Time to take a chance on this next generation

By Bob Vavra September 25, 2014

The concept of planned obsolescence has been part of the American manufacturing discussion since the 1920s. In the consumer-driven years of the 1950s and 1960s, it seemed every product, every year was “new and improved.” From cars to detergent to electronics, we want the latest and greatest, the most cutting edge technology we can get.

Except when it comes to people.

Unless they can throw a football or dunk a basketball, we don’t take chance on young people, especially in manufacturing. We don’t train the next generation the way we used to, and we don’t pay for potential the way we should. Younger workers today have a decidedly different skill set, and a different life experience. There’s much debate about training techniques and “relating” to a plugged in and tuned out generation. For those of who in my generation who have forgotten, they said the same thing about us.

The difference was that we got a chance to prove out mettle. Employers were more willing to experiment with workers, to look for potential beyond a resume or an education. In valuing a college education, we have forgotten to equally value skills that do not translate into college. We have forced some round pegs into some square holes, and with inconsistent success.

To re-energize our recruitment and training efforts to plug the massive and growing manufacturing skills gap, we cannot count on these young people to find us. We cannot count on the old ways and the old techniques. We’re going to have to create a new set of incentives and a new sense of possibilities.

Above all, we’re going to have to take a chance on this new generation of workers and, as it was for us, build training and education into those goals. We have to show workers a path to success—personal, financial and business. We have to equate work in manufacturing with creating something permanent.

The problem with planned obsolescence is that its primary tenet is that nothing is permanent. While that’s certainly true, nobody goes into a manufacturing plant with the idea that what they make will break someday. Indeed, some of our best manufacturers are realizing that many of their products have survived and remained useful from the prior century well into the current one.

The PLC has become more sophisticated in its design and function, but it’s still programmable logic, and it’s still control. It may be “new and improved” but we haven’t really improved the foundation on which it is built. We’re just using more 0s and 1s. Motors power our lives, even if they are powered with electricity or LNG. Inclines help us defeat gravity.

There are a few things we haven’t really improved on. A screwdriver can be battery-powered today, but you can still turn the manual one and get the screw to stay in place. The same holds true for a hammer—but as the old saying goes, if all you have is a hammer, every problem is a nail.

What we do well today is in adapting and improving our machines so that we have something for every kind of problem—a hammer for every nail, if you will. Why haven’t we been able to do the same for the people who wield these new and amazing tools?

The problems are getting solved in small ways in individual regions. Smart people have not just recognized the problem, but are devising solutions that explain the value of a manufacturing career today and in the future, demonstrate the skills needed to achieve in that career, offer a path to personal, professional and financial reward and provide the training and support in order for the individual and the manufacturer to achieve those rewards.

All that is happening, but it is happening on too small a scale, and much too slowly. We have been at this nexus for too long now. The huge gains we have made as a manufacturing industry, and a manufacturing economy, are threatened by the glacial pace of resolving this fundamental issue. Our only salvation at this time is that most of the rest of the world has the same issue.

It starts, though, with the people. We don’t need new and improved people. We need a new and improved process to recruit, train and retain people. I think we will find that these young people are worth taking a chance on.

And if we don’t, we at least ought to remember that someone was willing to take a chance on us.


Author Bio: Bob is the Content Manager for Plant Engineering.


● **Exercise description**
Determine the number of lines below that contain "lower". Write nothing but that number.

*** Exercise input ***

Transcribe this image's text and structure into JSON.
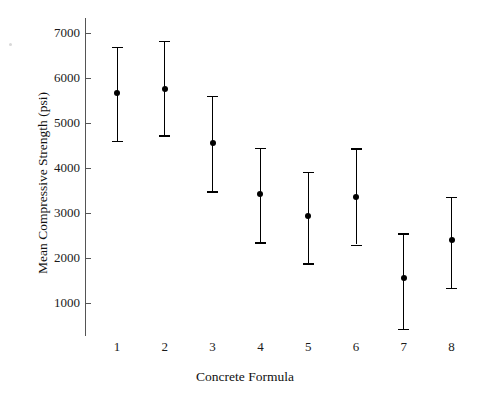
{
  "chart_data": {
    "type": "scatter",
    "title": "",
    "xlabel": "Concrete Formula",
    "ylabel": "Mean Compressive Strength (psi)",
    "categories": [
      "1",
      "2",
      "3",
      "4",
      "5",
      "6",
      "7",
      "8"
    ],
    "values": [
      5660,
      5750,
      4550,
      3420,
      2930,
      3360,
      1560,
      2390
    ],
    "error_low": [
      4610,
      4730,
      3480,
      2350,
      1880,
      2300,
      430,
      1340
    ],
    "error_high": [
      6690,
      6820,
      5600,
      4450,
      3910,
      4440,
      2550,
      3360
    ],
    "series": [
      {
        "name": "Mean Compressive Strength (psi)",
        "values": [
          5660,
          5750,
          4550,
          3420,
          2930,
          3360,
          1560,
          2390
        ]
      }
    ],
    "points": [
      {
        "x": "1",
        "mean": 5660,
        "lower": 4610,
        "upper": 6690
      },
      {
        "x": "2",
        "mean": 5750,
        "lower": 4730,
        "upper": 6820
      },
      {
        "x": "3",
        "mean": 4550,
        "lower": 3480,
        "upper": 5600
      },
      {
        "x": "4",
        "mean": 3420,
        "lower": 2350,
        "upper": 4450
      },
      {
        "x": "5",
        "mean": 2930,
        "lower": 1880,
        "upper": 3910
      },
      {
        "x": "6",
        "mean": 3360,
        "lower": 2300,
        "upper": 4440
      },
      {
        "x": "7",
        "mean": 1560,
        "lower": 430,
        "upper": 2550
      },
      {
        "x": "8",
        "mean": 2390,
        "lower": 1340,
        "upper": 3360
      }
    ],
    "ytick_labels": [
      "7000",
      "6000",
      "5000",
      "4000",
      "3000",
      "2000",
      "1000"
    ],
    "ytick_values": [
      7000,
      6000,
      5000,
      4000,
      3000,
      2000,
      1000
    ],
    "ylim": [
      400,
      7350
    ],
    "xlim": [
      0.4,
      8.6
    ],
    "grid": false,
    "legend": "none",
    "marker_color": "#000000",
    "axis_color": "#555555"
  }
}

*** End of Exercise input ***
*** Exercise input ***

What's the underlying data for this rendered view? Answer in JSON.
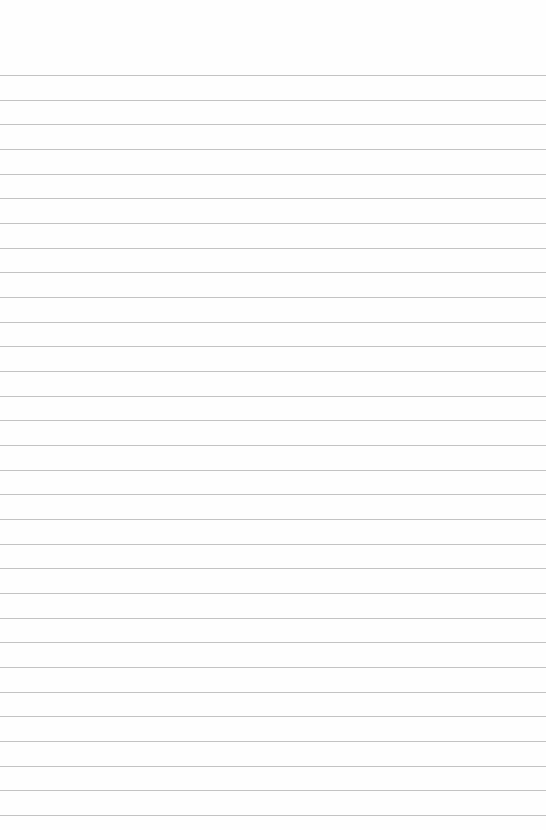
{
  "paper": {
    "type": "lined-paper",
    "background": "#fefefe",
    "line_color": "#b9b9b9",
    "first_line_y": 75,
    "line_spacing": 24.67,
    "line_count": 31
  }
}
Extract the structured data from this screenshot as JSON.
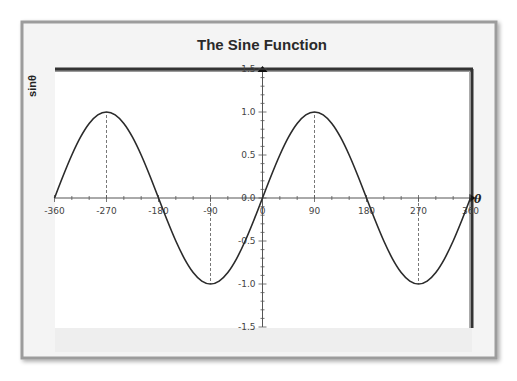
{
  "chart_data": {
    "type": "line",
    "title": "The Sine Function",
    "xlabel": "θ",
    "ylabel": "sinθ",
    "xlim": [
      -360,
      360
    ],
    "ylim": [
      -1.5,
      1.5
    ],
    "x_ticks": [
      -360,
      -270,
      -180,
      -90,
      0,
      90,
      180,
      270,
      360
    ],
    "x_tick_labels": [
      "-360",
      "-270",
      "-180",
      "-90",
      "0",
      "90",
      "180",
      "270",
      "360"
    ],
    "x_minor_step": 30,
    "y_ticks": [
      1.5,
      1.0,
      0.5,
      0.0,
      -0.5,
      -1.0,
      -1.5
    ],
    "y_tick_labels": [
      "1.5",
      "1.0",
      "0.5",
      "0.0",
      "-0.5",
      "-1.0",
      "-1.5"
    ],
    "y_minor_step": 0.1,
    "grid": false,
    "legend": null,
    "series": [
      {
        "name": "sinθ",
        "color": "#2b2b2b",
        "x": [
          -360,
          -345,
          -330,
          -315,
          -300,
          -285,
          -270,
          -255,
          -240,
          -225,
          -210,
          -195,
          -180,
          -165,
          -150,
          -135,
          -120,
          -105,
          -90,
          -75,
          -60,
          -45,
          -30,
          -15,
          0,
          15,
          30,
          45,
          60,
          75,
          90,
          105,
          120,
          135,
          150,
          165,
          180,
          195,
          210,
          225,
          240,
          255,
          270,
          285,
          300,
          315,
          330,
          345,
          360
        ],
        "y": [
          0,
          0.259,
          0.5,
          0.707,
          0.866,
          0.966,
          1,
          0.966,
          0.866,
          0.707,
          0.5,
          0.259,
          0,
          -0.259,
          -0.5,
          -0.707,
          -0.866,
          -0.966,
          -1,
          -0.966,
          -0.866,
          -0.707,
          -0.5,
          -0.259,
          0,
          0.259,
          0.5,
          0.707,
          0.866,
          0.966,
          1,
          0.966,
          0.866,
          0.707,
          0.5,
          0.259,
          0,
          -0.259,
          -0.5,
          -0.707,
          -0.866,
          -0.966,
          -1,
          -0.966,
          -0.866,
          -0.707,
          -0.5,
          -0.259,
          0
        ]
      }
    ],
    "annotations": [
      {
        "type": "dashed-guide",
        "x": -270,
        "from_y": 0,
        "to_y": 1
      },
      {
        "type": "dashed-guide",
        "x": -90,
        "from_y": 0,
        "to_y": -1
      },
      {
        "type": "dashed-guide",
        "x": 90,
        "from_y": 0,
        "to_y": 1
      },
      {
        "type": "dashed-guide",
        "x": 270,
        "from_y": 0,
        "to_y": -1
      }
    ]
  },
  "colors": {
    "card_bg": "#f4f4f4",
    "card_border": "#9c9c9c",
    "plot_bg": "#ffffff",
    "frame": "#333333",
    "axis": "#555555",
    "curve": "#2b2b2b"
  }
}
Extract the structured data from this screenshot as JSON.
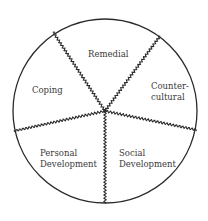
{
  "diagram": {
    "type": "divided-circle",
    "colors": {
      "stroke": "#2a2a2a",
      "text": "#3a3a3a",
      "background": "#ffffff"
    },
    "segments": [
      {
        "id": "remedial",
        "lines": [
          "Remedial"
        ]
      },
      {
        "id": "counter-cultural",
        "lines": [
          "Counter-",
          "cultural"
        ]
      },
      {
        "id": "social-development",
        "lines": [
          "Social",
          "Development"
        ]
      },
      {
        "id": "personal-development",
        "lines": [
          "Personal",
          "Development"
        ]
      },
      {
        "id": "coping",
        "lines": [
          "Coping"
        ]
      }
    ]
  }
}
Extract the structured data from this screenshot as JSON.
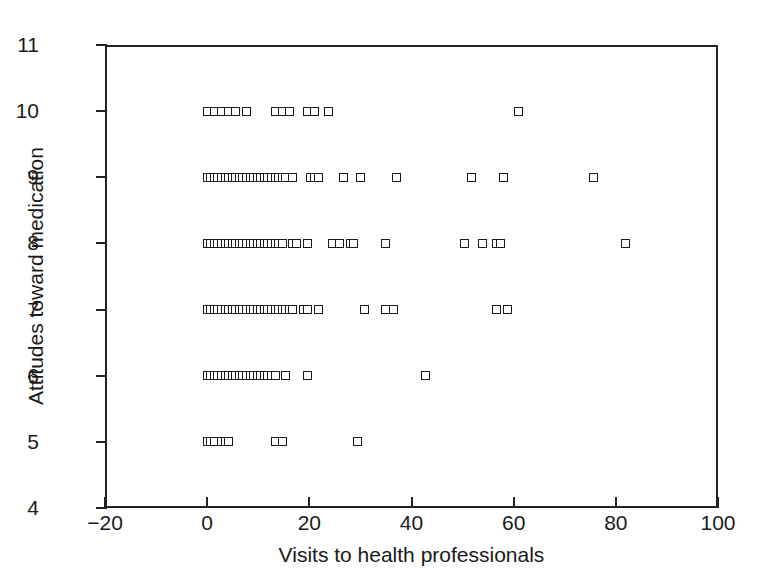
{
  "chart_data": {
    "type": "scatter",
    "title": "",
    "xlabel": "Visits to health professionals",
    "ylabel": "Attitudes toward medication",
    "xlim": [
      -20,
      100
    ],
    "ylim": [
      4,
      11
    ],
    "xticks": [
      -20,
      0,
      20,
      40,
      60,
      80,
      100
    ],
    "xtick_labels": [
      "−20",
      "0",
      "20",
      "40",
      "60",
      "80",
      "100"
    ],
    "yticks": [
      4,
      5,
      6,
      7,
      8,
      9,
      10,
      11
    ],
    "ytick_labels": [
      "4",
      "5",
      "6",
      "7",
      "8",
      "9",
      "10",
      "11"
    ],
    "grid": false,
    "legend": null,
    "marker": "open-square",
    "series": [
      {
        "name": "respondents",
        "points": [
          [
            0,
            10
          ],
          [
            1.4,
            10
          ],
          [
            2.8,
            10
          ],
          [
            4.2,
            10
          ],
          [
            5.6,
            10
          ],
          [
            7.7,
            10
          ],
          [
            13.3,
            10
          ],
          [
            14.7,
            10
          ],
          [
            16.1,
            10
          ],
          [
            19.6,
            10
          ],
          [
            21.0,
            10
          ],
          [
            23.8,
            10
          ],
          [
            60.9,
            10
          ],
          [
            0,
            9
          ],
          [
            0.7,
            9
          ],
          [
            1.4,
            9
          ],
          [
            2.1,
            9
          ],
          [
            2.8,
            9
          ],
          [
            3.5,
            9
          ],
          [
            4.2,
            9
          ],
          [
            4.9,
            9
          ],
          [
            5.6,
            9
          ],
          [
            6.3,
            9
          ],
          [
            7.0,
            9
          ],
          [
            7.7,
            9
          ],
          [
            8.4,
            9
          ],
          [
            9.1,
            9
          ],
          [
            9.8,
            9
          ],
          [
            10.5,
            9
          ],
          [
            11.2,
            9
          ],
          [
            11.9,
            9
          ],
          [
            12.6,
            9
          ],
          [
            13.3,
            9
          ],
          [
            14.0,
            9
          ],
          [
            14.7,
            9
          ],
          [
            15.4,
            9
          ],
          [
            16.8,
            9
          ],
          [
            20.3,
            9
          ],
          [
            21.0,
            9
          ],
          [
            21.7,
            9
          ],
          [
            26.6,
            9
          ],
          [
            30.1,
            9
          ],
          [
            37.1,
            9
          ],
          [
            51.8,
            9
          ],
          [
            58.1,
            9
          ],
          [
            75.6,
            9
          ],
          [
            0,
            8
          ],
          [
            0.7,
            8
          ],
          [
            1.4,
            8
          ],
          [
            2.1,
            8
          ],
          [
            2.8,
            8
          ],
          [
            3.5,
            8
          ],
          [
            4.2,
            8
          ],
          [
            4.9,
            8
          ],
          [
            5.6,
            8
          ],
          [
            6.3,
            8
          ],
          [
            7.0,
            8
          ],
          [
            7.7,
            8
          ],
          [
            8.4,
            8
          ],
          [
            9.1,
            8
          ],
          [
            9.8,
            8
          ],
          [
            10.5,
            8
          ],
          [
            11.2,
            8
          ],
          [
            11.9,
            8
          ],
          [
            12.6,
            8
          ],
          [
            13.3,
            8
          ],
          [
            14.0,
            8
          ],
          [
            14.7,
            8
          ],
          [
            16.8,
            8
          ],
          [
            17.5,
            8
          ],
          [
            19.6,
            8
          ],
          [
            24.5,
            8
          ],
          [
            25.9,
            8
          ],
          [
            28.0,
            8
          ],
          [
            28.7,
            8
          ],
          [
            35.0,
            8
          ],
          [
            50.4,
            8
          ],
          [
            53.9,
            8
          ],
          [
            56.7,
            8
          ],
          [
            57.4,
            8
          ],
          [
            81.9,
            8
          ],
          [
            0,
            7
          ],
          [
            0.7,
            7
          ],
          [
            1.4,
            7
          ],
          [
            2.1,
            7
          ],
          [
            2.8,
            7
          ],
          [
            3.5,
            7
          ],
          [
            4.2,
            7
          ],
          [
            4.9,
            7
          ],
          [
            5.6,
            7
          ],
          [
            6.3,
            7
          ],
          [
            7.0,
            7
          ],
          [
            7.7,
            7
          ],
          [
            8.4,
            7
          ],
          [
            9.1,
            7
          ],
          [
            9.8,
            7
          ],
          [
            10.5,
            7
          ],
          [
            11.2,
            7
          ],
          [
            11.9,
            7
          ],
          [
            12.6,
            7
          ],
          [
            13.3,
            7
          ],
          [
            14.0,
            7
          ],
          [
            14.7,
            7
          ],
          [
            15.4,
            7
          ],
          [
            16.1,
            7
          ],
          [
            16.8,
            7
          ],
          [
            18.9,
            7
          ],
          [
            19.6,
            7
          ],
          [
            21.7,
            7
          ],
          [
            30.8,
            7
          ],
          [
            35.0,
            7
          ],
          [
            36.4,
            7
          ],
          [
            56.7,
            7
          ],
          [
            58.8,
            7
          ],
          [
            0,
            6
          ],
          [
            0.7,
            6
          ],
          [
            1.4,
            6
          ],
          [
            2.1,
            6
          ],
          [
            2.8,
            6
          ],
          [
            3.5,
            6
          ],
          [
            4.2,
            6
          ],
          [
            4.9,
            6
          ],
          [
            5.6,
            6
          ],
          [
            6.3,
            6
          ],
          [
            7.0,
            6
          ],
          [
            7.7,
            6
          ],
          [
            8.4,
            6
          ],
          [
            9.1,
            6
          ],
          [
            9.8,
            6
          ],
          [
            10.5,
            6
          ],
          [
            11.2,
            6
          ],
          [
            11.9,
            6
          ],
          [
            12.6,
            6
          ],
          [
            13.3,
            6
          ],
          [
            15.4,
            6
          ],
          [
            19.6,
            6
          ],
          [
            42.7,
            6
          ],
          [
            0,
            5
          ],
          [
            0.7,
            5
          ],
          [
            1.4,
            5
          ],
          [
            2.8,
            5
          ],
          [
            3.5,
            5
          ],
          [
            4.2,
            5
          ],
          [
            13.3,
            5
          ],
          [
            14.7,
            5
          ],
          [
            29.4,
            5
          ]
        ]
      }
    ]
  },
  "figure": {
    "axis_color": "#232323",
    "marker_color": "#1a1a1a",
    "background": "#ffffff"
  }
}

*** End of Exercise input ***

● **Result**
8